Their attacks on Huron and Jesuit settlements were an attempt to force the Europeans from the region. The frequency of these raids, and their ferocity, were hugely successful, and forced the Jesuit Missionaries to abandon the fort of St. Marie in 1649. The surviving missionaries met up with several hundred Huron, who themselves had been forced to flee by Iroquois raids on their lands between Orilla and Midland. This small band of Huron and French created second, more formidable Fort Sainte-Marie on Christian Island.

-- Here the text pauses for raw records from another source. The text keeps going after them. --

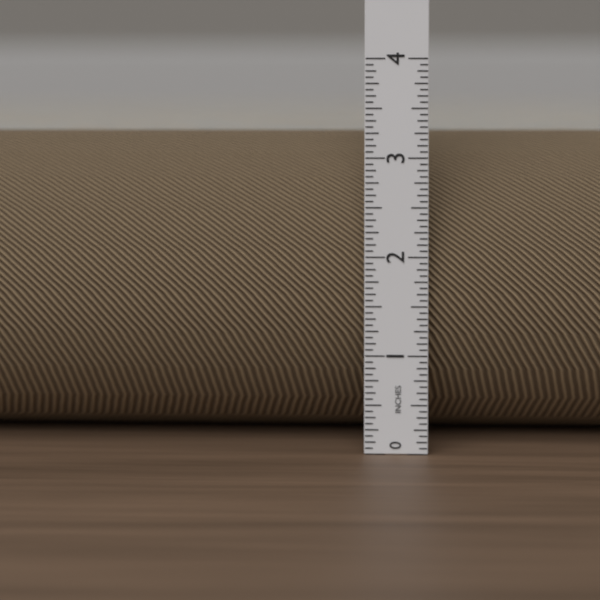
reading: 3.2500 in
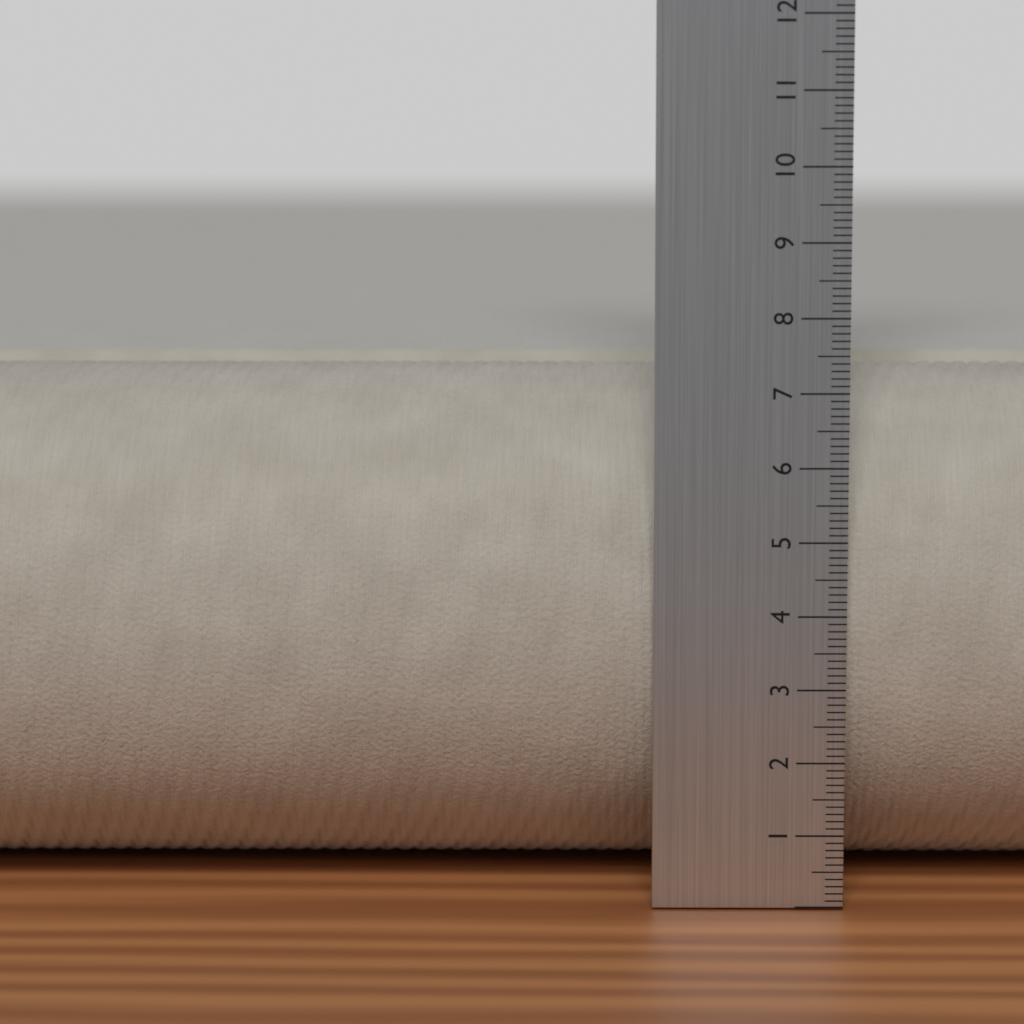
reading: 7.2 cm
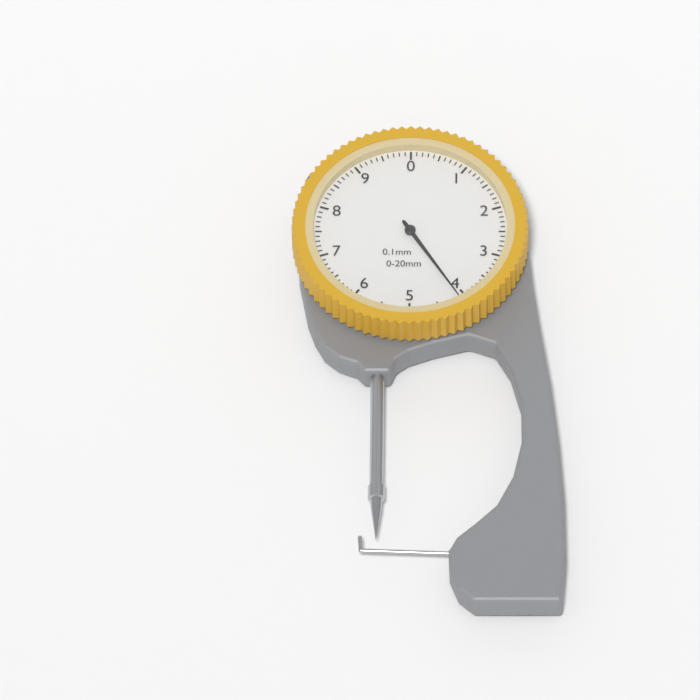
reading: 4.1 mm
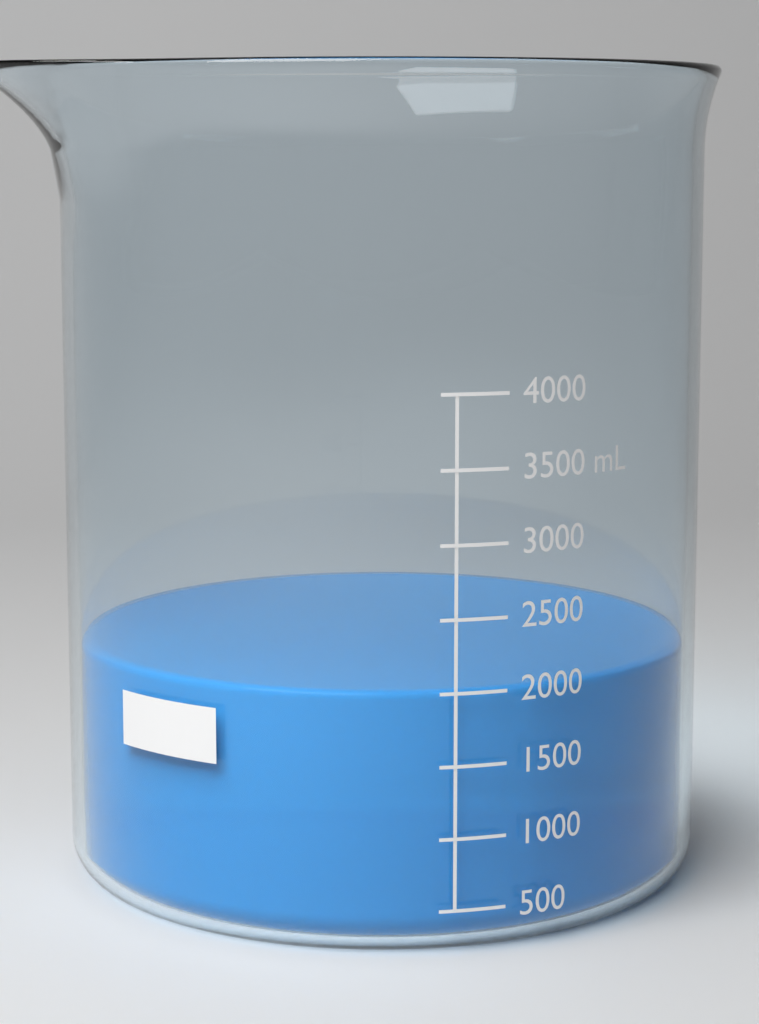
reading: 2000 mL
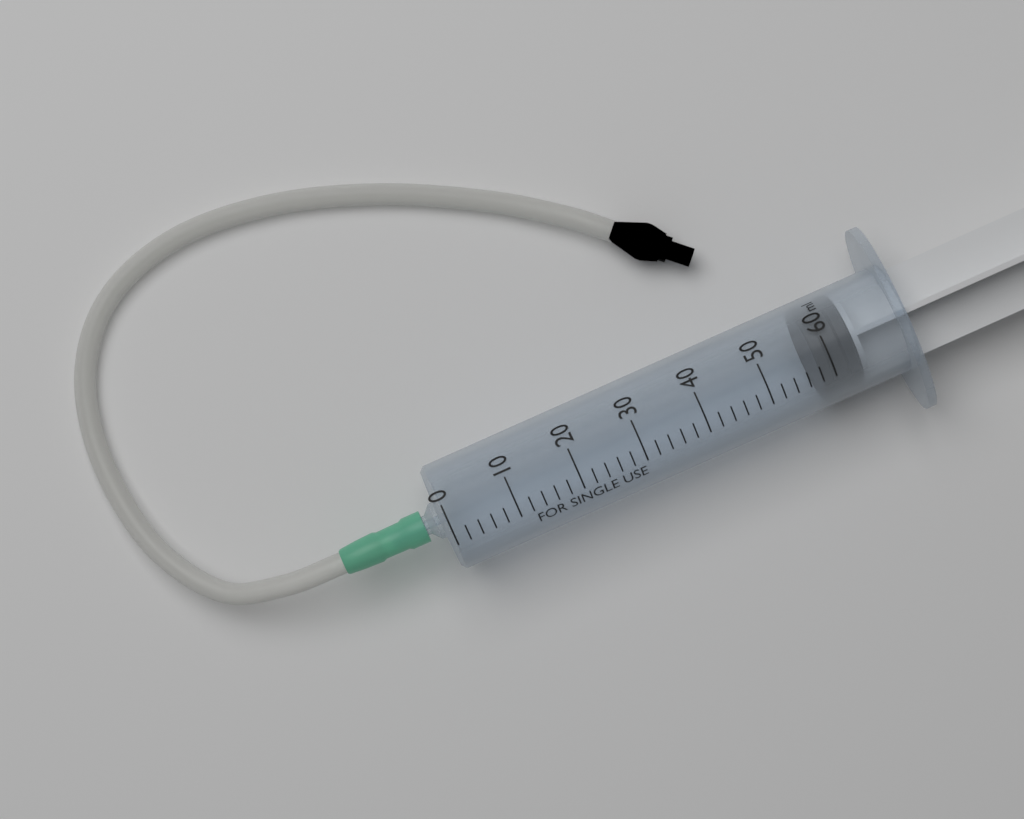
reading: 58 ml
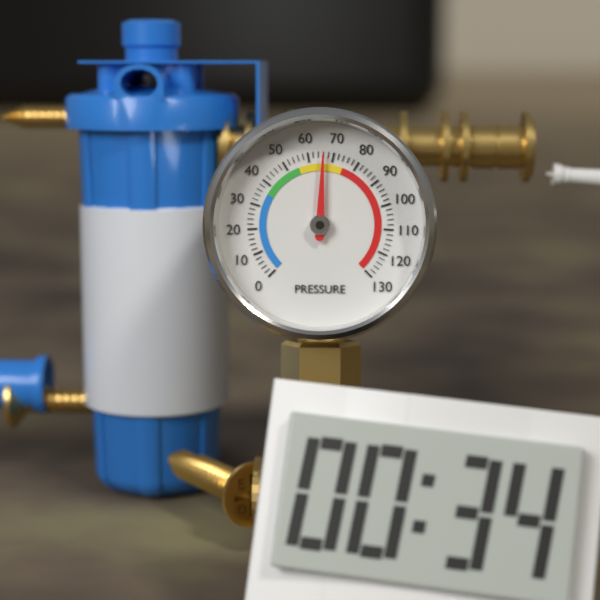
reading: 66 (no unit)
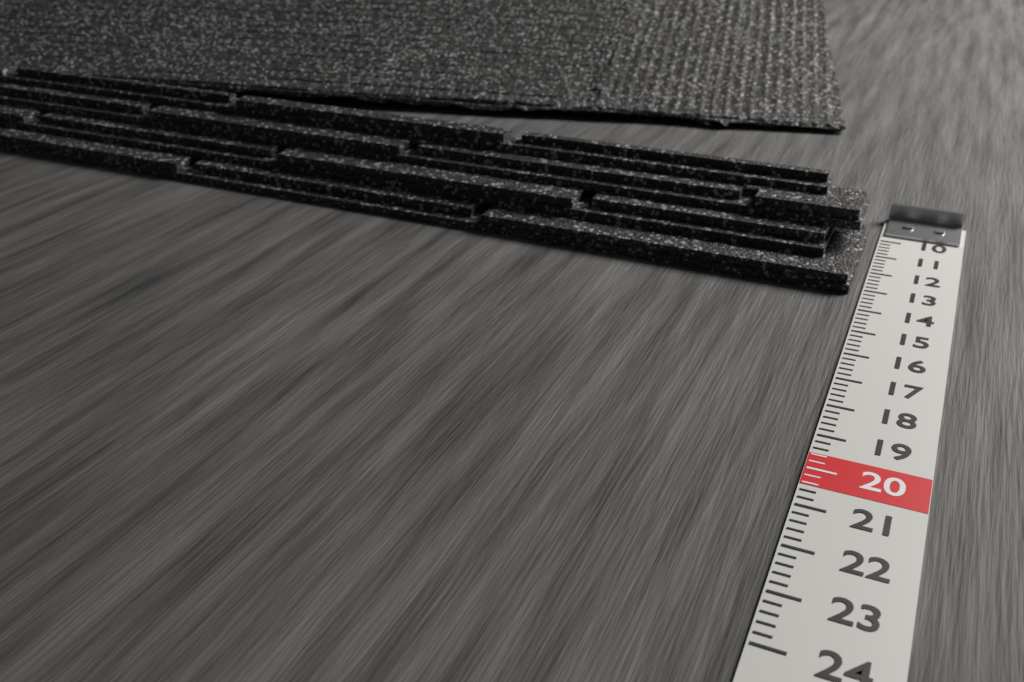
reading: 13.2 (no unit)
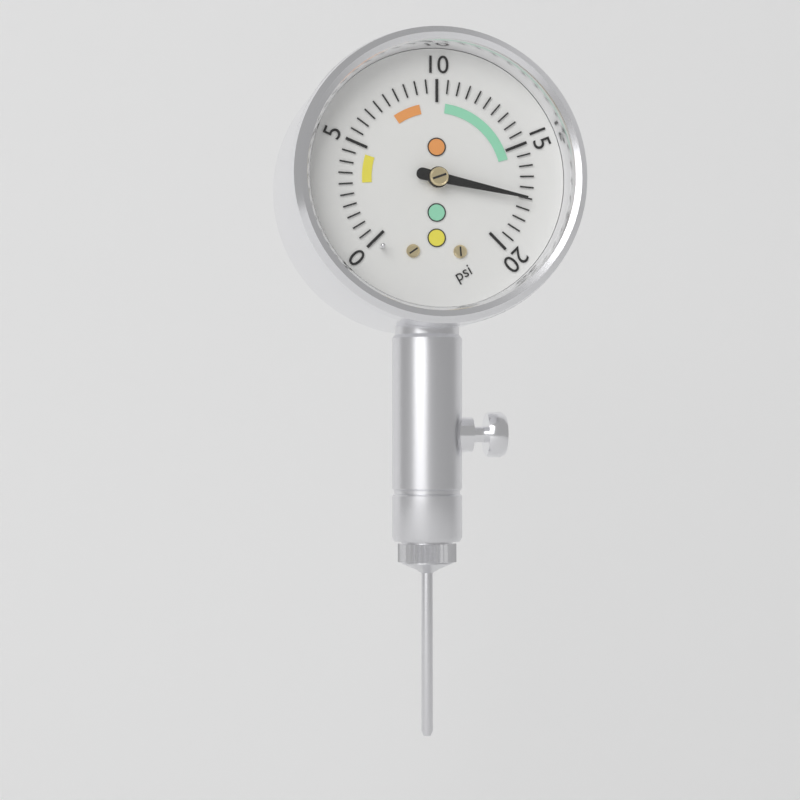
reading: 17.5 psi
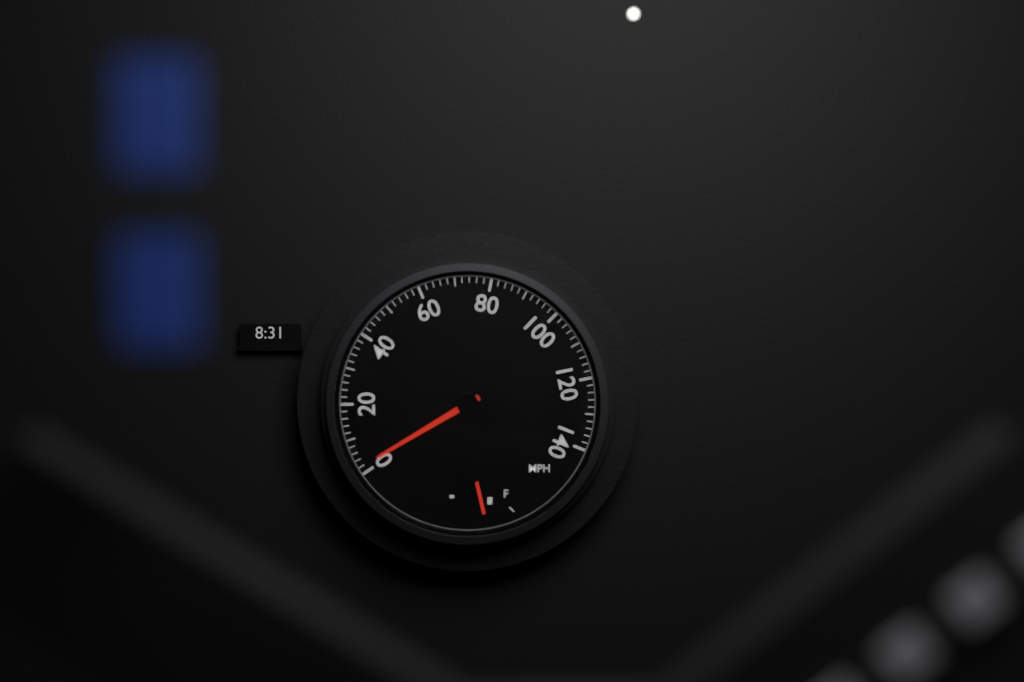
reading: 2 mph
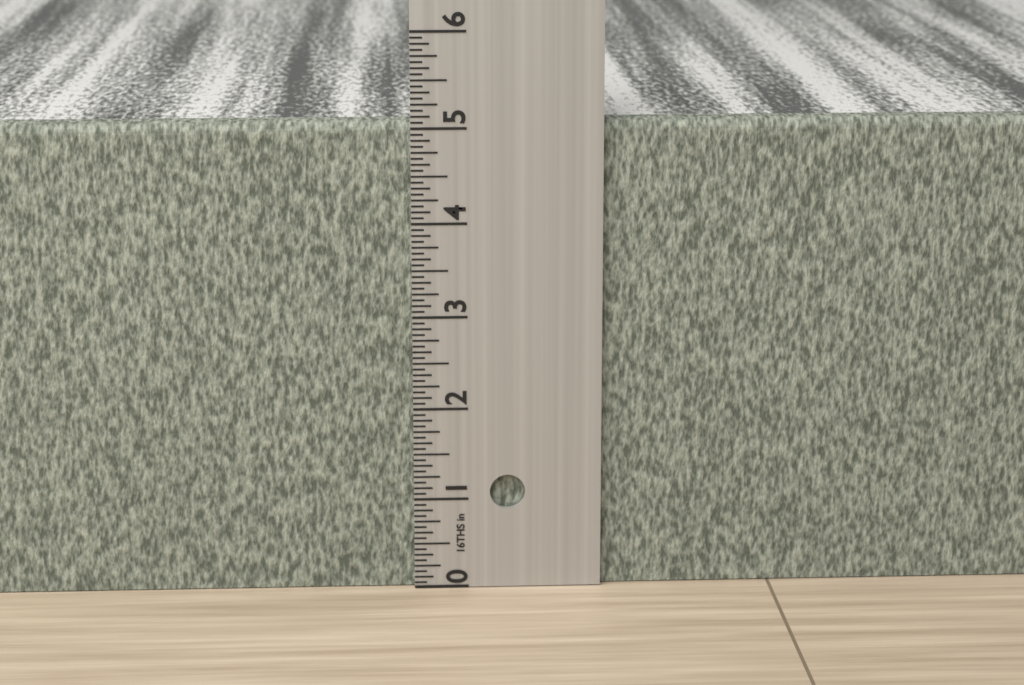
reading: 5.0625 in
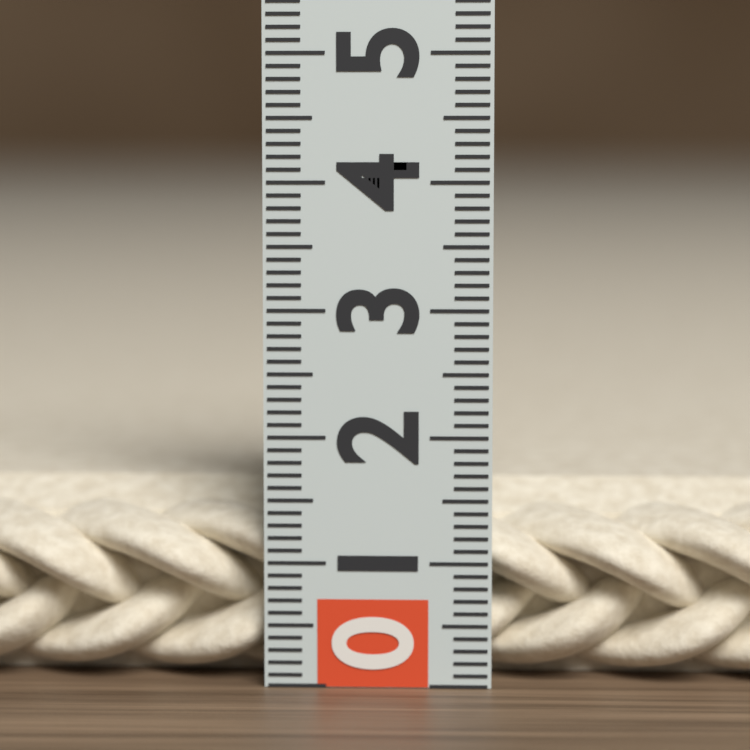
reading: 1.5 (no unit)
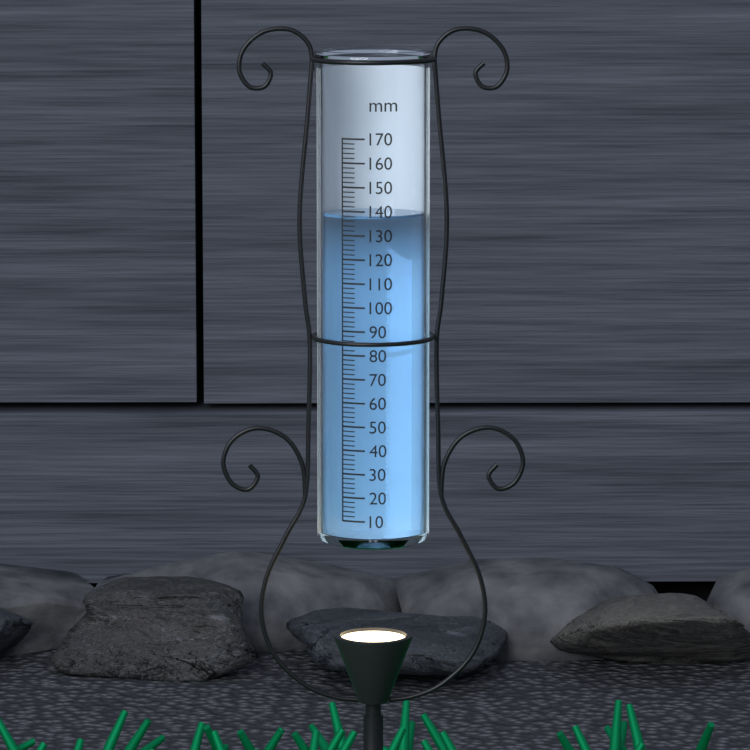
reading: 138 mm
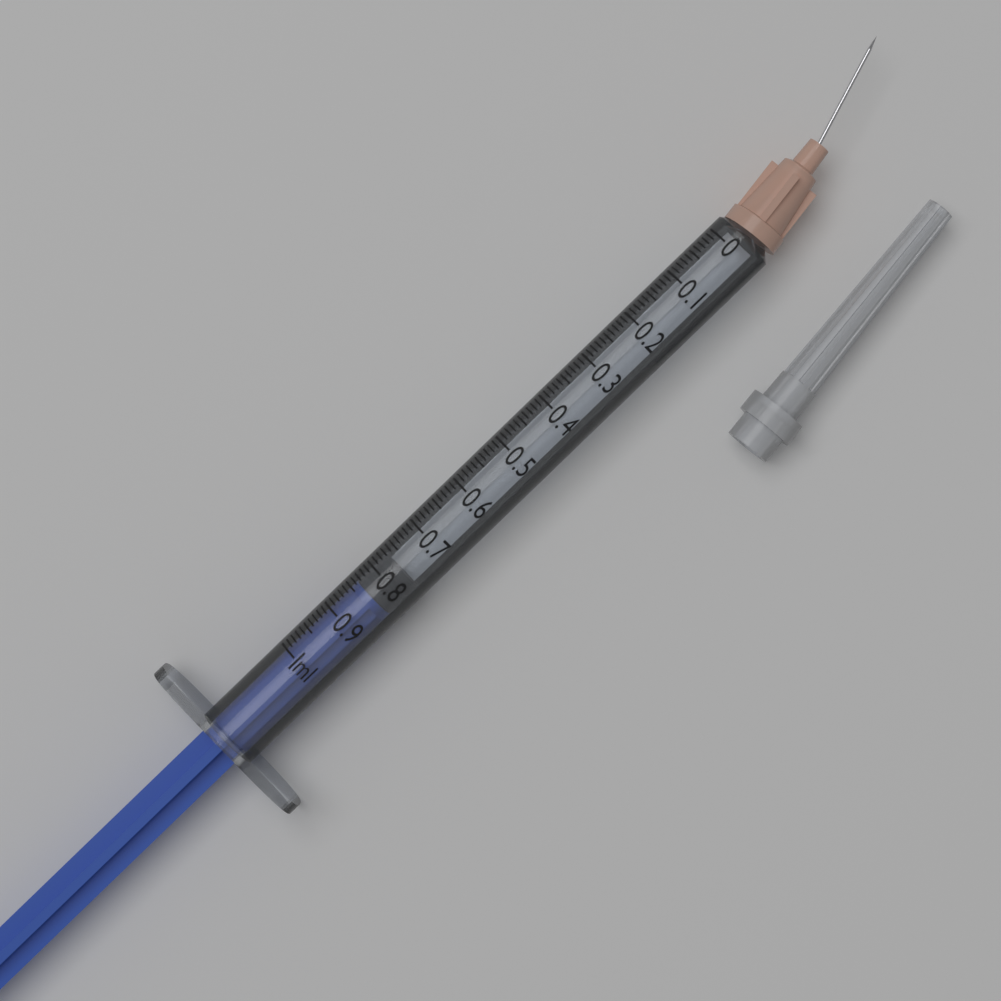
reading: 0.77 ml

This was not to last. A cycle of pestilence and famine ravaged the new community at Sainte-Marie. Worse yet, the Iroquois raiders had tracked them to Christian Island. Their attack was carefully timed, striking at the moment when their enemy was weakest. The weakened and dilapidated Huron, unable to resist, succumbed in 1650. At the urging of the Jesuit leader, Father Paul Raguenay, the survivors abandoned Sainte-Marie for Québec.
With the Huron defeated, the Iroquois turned to the Ojibwa, who were also allies of the French. These they punished, stealing their furs which they would later turn to the English for profit. The Ojibwa suffered so much they were themselves forced to leave, with the Iroquois in close pursuit.
The Ojibwa have long since returned, but the echoes of past conflicts still call out from the Hill.
Endnotes
1. The Fire Towers
1. Parry Sound North Star, "Parry Sound fire tower model at the museum", online.
2. Adrian Hayes, Parry Sound Gateway to Northern Ontario, (Natural Heritage Books, 2005).
3. Hayes.
2. Boosting Tourism
1. Hayes.
2. Hayes.
3. Working at a Mill
1. John Macfie, Parry Sound Old Times, (Hay Press, 1996).
4. The Dam Bursts
1. Macfie.
Bibliography
"Parry Sound fire tower model at the museum", Parry Sound North Star. July 4, 2017. Online. https://www.parrysound.com/community-story/7405211-parry-sound-fire-tower-model-at-the-museums/.
Hayes, Adrian. Parry Sound Gateway to Northern Ontario. Natural Heritage Books, 2005.
Macfie, John. Parry Sound Old Times. Hay Press, 1996.